To recap, Brian Lenihan, the then finance minister, issued €31bn in promissory notes in Mar 2010 to cover crippling losses in Anglo Irish Bank. The agreement was that the Government would pay back €3.1bn every March until 2023.
Obviously, this would put huge funding pressure on the State. Ever since the current Government took office, it had pledged to restructure the bank debt.
The proposed deal for the promissory notes is as follows: With the agreement of the ECB, the Government will issue a €31bn bond to the Central Bank with a long-dated maturity - as much as 40 years. This will be used to replace the promissory notes.
The Government will have to repay this bond when it matures. The crucial issue will be how long the Central Bank is allowed to hold on to the bond before it starts offloading it to private investors.
Under the promissory note arrangement, the Government paid IBRC, formerly Anglo, €3.1bn plus interest every March. IBRC paid the Central Bank €3.1bn plus interest. The interest rate payments stayed within state institutions.

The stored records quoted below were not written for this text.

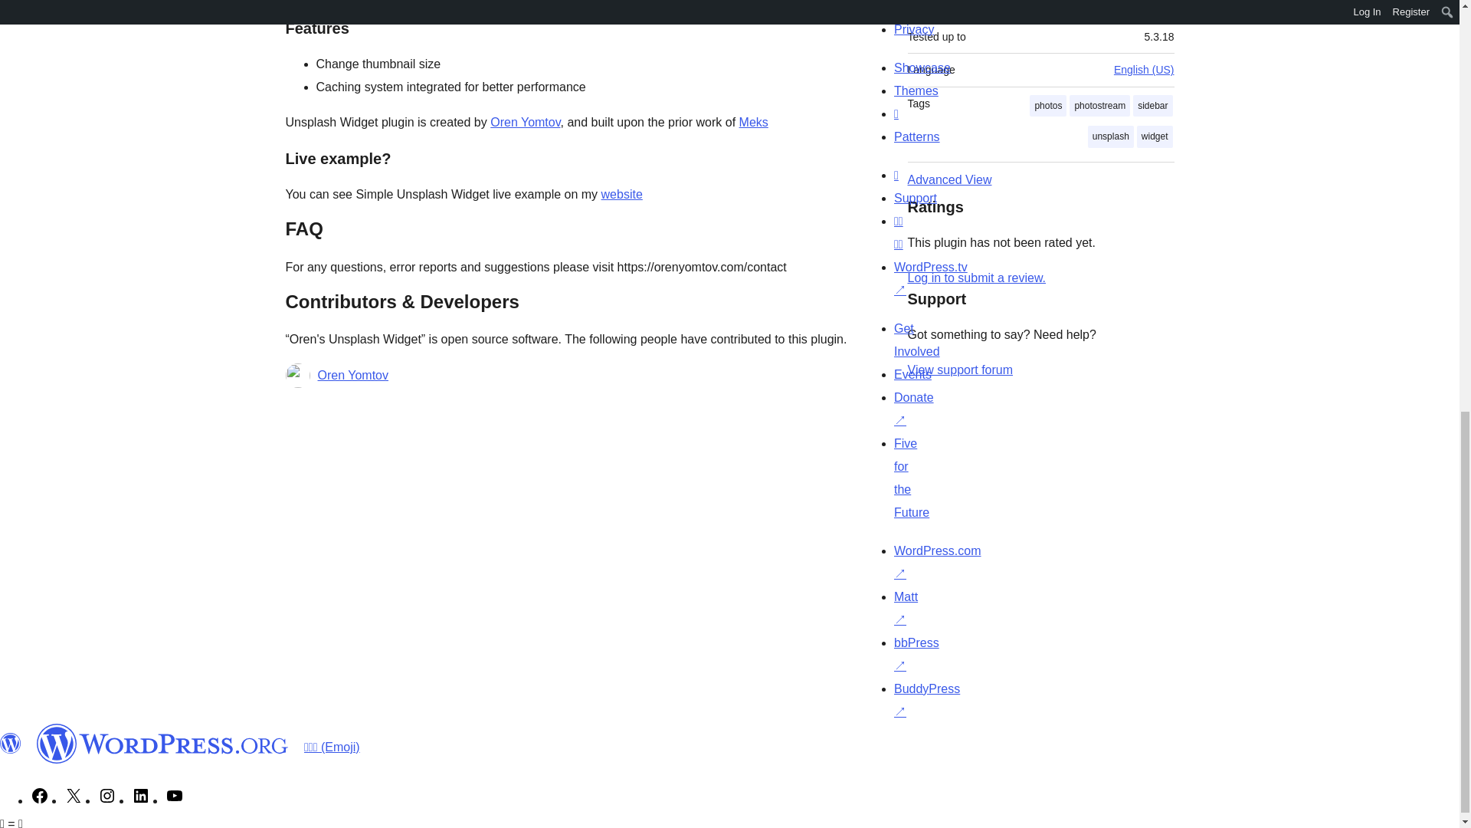 Image resolution: width=1471 pixels, height=828 pixels. Describe the element at coordinates (11, 742) in the screenshot. I see `WordPress.org` at that location.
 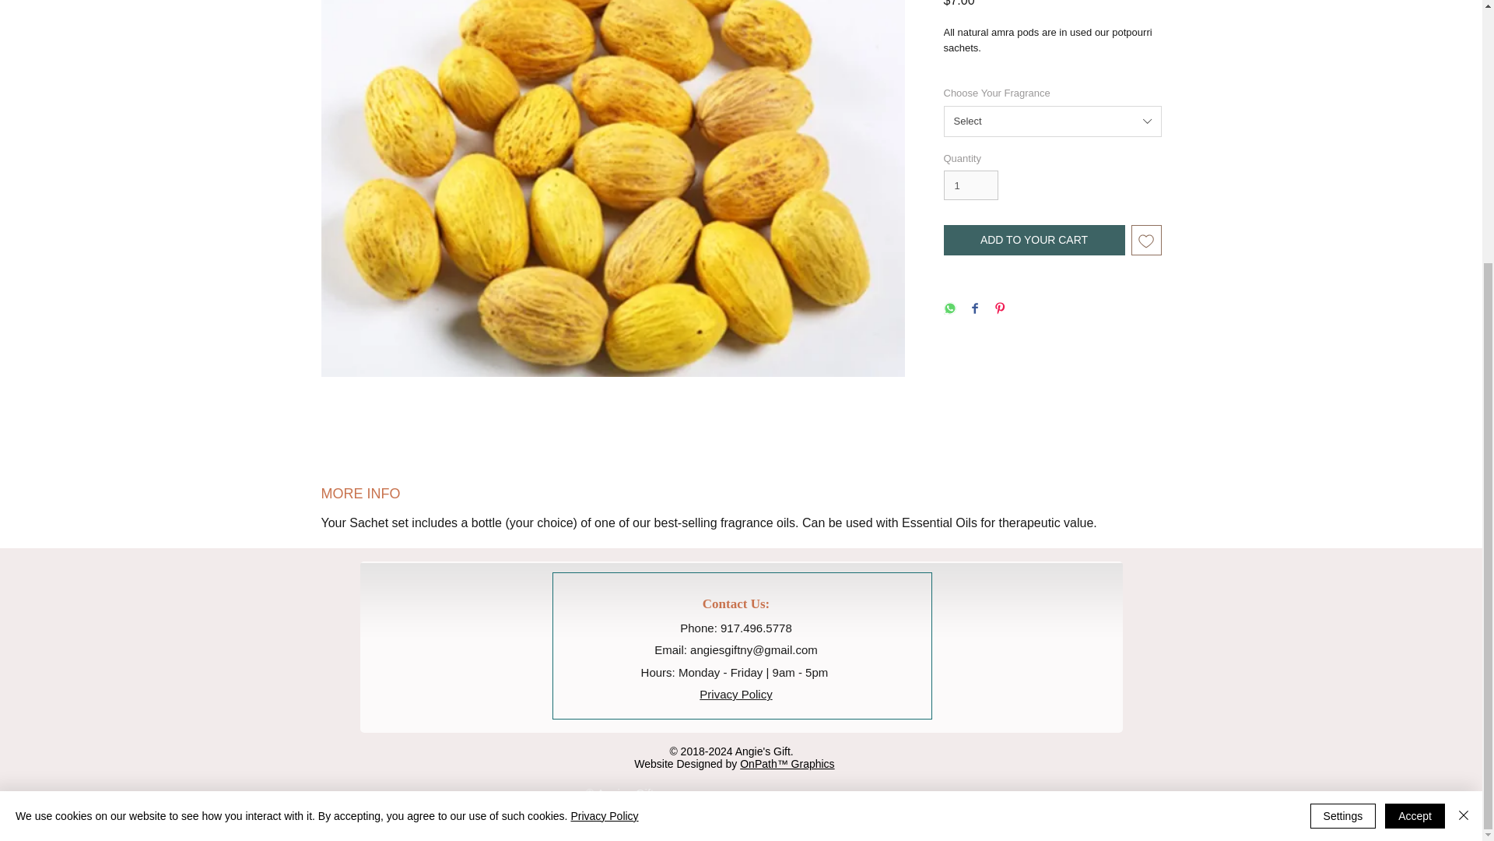 I want to click on Privacy Policy, so click(x=735, y=693).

Under this proposed arrangement, the interest rate will become important when the Central Bank issues the government bond to private investors.
The Government will have to pay that interest bill every year. If the bond is issued at market rates the interest rate could be punitive. The Government will be hoping it is at a rate closer to what the ESM can issue on debt. It will also mean the Central Bank is issuing sovereign debt at the same time as the NTMA.
A number of issues remain unclear. The IBRC still has €16bn in assets. At what value are these transferred to Nama? If they are transferred at market value Nama would have to issue a Nama bond to the Central Bank to cover these losses.
The liquidation of IBRC resolves one issue: Its long-running dispute with the Department of Finance over its operating model.
It is believed that tensions had been mounting between the two over recent months. The department had been putting pressure on IBRC to sell assets and generate much needed cash.
How many of IBRC's 800 staff are transferred to Nama will be known over the next few days. What happens to chief executive Mike Aynsley and chairman Alan Dukes is also unclear after the board was stood down last night.
IBRC has many legal battles looming with the Quinn family as well as ex-Anglo executives, including Seán FitzPatrick. What are the implications on these cases arising out of its liquidation?
Market sources have raised concerns that the Government's proposal is similar to a deal the ECB rejected two weeks ago.
Following that setback, an ECB source told the Irish Examiner the proposal was too close to monetary financing, which is banned under the ECB's mandate.
There are concerns that because the Government has conducted a lot of its negotiating in public, it has not reached the best solution for taxpayers. It is believed the ECB would have preferred if a deal had been done through the ESM. This would have required a longer lead-in time.
And by publicly declaring a deadline of Mar 31, the Government had blocked this avenue.